For the future, I have some thoughts:

JSON-LD was created fairly recently and it has already gained a relatively
wide popularity (it is the recommended LD format by Google
<https://developers.google.com/search/docs/guides/intro-structured-data>,
for example.) For its designers, it took several years of hard work, but I
think it was worth it, beacuse the world got a more user-friendly format,
and it helps the RDF/Semantic Web ecosystem move forward. Similarly, there
is space for developing more usable, more user-friendly formats for other
parts of the RDF world. And I think you guys now have the opportunity to
design something nice. So I wish you the best in this.
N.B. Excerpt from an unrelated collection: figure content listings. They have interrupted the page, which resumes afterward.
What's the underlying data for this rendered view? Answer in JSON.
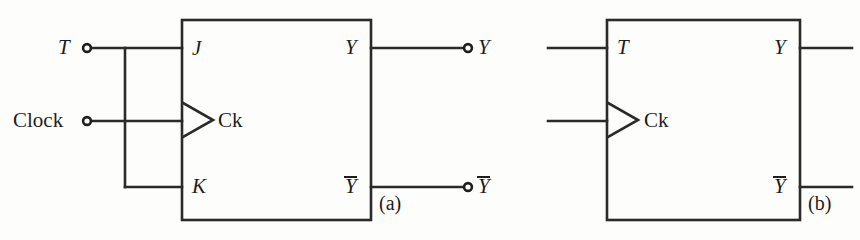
{
  "figure": {
    "background_color": "#fdfdfb",
    "line_color": "#2a2a2a",
    "text_color": "#1d1d1d"
  },
  "diagram_a": {
    "caption": "(a)",
    "external_inputs": [
      {
        "name": "T",
        "label": "T",
        "terminal": "open-circle"
      },
      {
        "name": "Clock",
        "label": "Clock",
        "terminal": "open-circle"
      }
    ],
    "box_input_pins": [
      {
        "name": "J",
        "label": "J"
      },
      {
        "name": "Ck",
        "label": "Ck"
      },
      {
        "name": "K",
        "label": "K"
      }
    ],
    "box_output_pins": [
      {
        "name": "Y",
        "label": "Y",
        "overbar": false
      },
      {
        "name": "Ybar",
        "label": "Y",
        "overbar": true
      }
    ],
    "external_outputs": [
      {
        "name": "Y",
        "label": "Y",
        "overbar": false,
        "terminal": "open-circle"
      },
      {
        "name": "Ybar",
        "label": "Y",
        "overbar": true,
        "terminal": "open-circle"
      }
    ],
    "clock_marker": "dynamic-edge-triangle",
    "notes": "T input branches to both J and K inputs"
  },
  "diagram_b": {
    "caption": "(b)",
    "box_input_pins": [
      {
        "name": "T",
        "label": "T"
      },
      {
        "name": "Ck",
        "label": "Ck"
      }
    ],
    "box_output_pins": [
      {
        "name": "Y",
        "label": "Y",
        "overbar": false
      },
      {
        "name": "Ybar",
        "label": "Y",
        "overbar": true
      }
    ],
    "clock_marker": "dynamic-edge-triangle"
  }
}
We plan to develop a format for knowledge to document (e.g. RDF to XML)
conversion. However, now we might end up with one of the (hunderds of)
JavaScript template engines out there and not use RDF at all. But if later
we happen to come back to a Semantic Web direction, I'll most probably come
back to this group.

But I'm thankful to you all, I have got some quite important insights in
this group. And it was a pleasure to work with you.

I wish you blessed work and nice results!